The book of course was The Conscience of a Conservative. It sold well despite its origin in Shepardsville, Kentucky, where the Victor Publishing Company put it out. Perhaps sold well because of them. Owning it must have given conservatives a sense of handling a document from the suppressed rightist anti-Washington underground.
"I was born in Arizona in territorial days," Goldwater writes. There's a bit of Daniel Boone about him. He's a throwback, not at all like the eastern establishment guys.The Baltimore Sun reviewer called G's "hard counsel" a bunch of "nonsense." Walter Lippmann scored G's notion of a "great hidden majority in the country" of a large number of conservatives who don't vote but could take over the country if they wanted. When Nixon used his "silent majority" for anti-antiwar purposes in 1968, he was borrowing from Goldwater, although without real Right license to do so.
The book was a kind of rehearsal for 1964. It criticized increasing central-government paternalism at the expense of individual self-reliance. It offered "new" decentralized government as a solution. If Goldwater had been a real southerner, this call would have been nothing more or less than "states' rights" as rhetoric against African American enfranchisement and equal access to school and law. But because Goldwater was a southwesterner, a region with little to no history of slavery, he could avoid that assumption, even as some southern conservatives embraced him as good for segregation.
Should he join the Nixon ticket in '60 as vice presidential candidate?
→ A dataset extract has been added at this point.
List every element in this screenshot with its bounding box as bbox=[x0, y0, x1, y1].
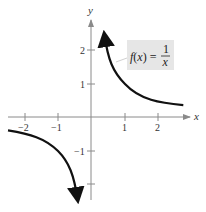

Russell Kirk, a brilliant super-conservative intellectual, wrote that G was "too good and too important...for that powerless post."
Rocky was a problem for the Goldwaterites. The two men were at opposites ends of Republicanism. Remarkably, they made a joint appearance on Meet the Press in July 1960. I will search for a recording of that!

Is '60 the moment when the end of the end of the Old Left had been reached and the New Left began to emerge? Is it the final ascendancy, in certain scenes at least, of poetic postmodernity? Surely the publication of Donald Allen's The New American Poetry that year suggests this, but then again--once again--we look back on "New" here and see continuity. The rhetoric of the Kennedy-Nixon contest made much less of a dent than everyone (at the time as well as since) claimed, so one wonders why were such great claims made?
Had we come to expect "1960" to be truly ubiquitously modern in a way that the 1950s really were not--not quite? And what specifically does "modern" mean in the Kennedyesque talk then and now about the torch being passed to a new generation, etc.? The First Lady really meant "modernist" when Camelotians said "modern." What about the others across the new young cultural leadership? I've been surprised by how frequently the
"Beat movement" was covered in 1960 in the mainstream press. I was expecting a fair measure but I've found tonnage. 1960 was the year when the figure of the beat was beginning to find acceptance, although still 80% of these stories are mocking, rebels-without-cause condescension. For anyone whose analysis made an impact nationally, do these antipolitical adolescents count as part of the "new young cultural leadership"? No, but rather than the two being opposites, they fall along a Continuum of the New American. Now that's a change for '60.